No Cause for Grieving

October 5th, 2011 § 0 comments

Again, I realize that, going chronologically, I skipped a tune.  I wrote “No Cause for Grieving” my senior year, after “Imagine You’re Flying” and before “Footsteps,” which came that following summer.  I was immensely relieved when I finished it, as I felt that at long last I’d written something that was better than any of the first five good tunes I wrote and cut demos for.  However neurotic one might find the lyrics, they’re both honest and well-executed:

Her footsteps move quiet like stealing
Her scent rose like smoke to the ceiling
Her dress was just barely revealing
And it captured my wandering eyes
She leaves here, her memory lingers
Feel the touch of her ice cube fingers
I’ve been caught by her claws and her stingers
It’s as if I’ve been hypnotized

Her hands move, two butterflies dancing
So controlled yet so casually entrancing
I saw them last night, I was glancing
Struck dumb, waiting for a word
Smooth like a mirror reflecting
Her eyes hide her secrets protecting
One word, now she speaks. She’s rejecting
The ones that would care for her.
She’s stepping away
And I watch, she’s leaving
She never can stay
But it’s no cause for grieving

She could never pretend to be homely
Not alone, only ever so lonely
And this I could cancel if only
She’d let me get close to her
She cuts me without blades or violence
But her lips can speak nothing but silence
It’s been more than just a while since
She’s stepping away
And I watch, she’s leaving
She never can stay
But it’s no cause for grieving

I actually had a person in mind when I wrote this, and in hindsight I realize how deeply self-absorbed I was at the time.  I had a good friendship with a fairly close enounter that more or less ended the friendship.  No alcohol was involved on my end, and I don’t think so on hers either.  I imagined I wanted to be in a relationship with her, and the fact that I was unwilling to actually discuss what had happened between us is a good indicator that, desires aside, I wasn’t ready for one.

I have, since I’ve started playing, felt that music was my saving grace as a person, even though I don’t believe in salvation outside of one’s present moment and, were I to, I wouldn’t think it a matter of grace but of works.  That said, once one has made something beautiful, it can’t be erased from the world, no matter what.  This is a great example.  Beauty in art, at least as I take it to apply to my work, is how clearly the piece reflects a reality.  The reality can be fictional, to be sure.  This is not an original idea but it fits with me.  This tune is as real, in its details, as anything I’ve written.

Lyrics have always taken me more labor time than music–I’m not different that most musicians I know or read about–but they are of secondary importance.  To clarify: it is of primary importance that one’s lyrics are excellent, so that they don’t draw attention away from the beauty of the music.  Bad lyrics distract.  With good lyrics, one can accept the music on its own terms.  It is the music of the piece that taps into whatever part it is of people that is deep, spiritual, and opening to the world.  That’s what music needs to do: open one up to the world.  It’s at that point that one can re-encounter the words in a piece in a way in which they don’t hit one at a merely intellectual level.  At first, the primary thing with words is that they not distract from the music.  Moved through the sound, the words themselves become music.  That happens in this piece, and in my best ones generally.

I later recorded a country version of this with Peter.  The tune fit the genre nicely.  A few friends familiar with this original recording gave me hell about our arrangement–the banjo is corny, etc.–but I stand by it.  We were ahead of Wilco by I don’t know how many years but somehow never made the pages of No Depression.  Imagine that…This original recording, however well we rearranged it, is the better version.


Work instruction: Whenever a line carries the word "getOrder", pull it out of the entries.

Exercise material:
>>>
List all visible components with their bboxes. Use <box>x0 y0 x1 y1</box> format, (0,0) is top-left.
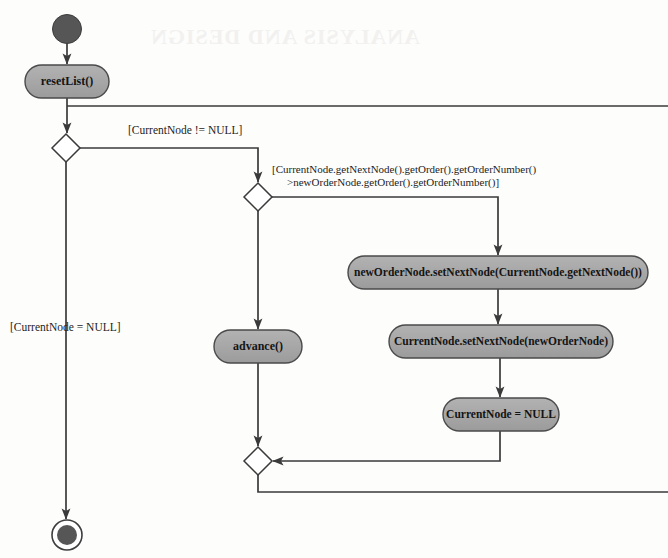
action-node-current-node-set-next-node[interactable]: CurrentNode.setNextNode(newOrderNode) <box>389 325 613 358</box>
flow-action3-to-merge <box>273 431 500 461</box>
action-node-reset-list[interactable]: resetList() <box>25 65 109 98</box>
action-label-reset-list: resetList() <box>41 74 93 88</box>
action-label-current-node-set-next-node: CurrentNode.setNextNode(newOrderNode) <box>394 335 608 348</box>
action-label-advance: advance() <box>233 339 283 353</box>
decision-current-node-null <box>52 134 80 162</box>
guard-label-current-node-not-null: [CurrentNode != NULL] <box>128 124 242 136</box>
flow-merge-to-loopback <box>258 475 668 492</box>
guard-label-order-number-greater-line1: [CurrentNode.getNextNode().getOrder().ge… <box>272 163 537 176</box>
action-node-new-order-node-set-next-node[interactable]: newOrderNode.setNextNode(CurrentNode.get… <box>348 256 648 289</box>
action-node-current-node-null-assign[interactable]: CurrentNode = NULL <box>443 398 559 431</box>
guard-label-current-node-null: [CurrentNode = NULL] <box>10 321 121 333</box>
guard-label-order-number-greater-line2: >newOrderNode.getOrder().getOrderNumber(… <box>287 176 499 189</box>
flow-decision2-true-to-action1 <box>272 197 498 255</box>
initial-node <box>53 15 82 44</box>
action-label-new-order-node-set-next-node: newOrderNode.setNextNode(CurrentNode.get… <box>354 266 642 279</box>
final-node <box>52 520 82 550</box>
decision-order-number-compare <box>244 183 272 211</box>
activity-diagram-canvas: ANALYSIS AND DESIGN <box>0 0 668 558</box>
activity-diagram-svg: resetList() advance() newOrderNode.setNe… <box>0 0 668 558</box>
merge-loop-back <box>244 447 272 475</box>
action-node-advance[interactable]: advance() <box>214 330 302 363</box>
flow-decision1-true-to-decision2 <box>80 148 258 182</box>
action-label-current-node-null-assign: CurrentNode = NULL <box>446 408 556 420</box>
<<<
Result of the exercise:
guard-label-order-number-greater-line1: [CurrentNode.getNextNode().getOrder().ge… <box>272 163 537 176</box>
guard-label-order-number-greater-line2: >newOrderNode.getOrder().getOrderNumber(… <box>287 176 499 189</box>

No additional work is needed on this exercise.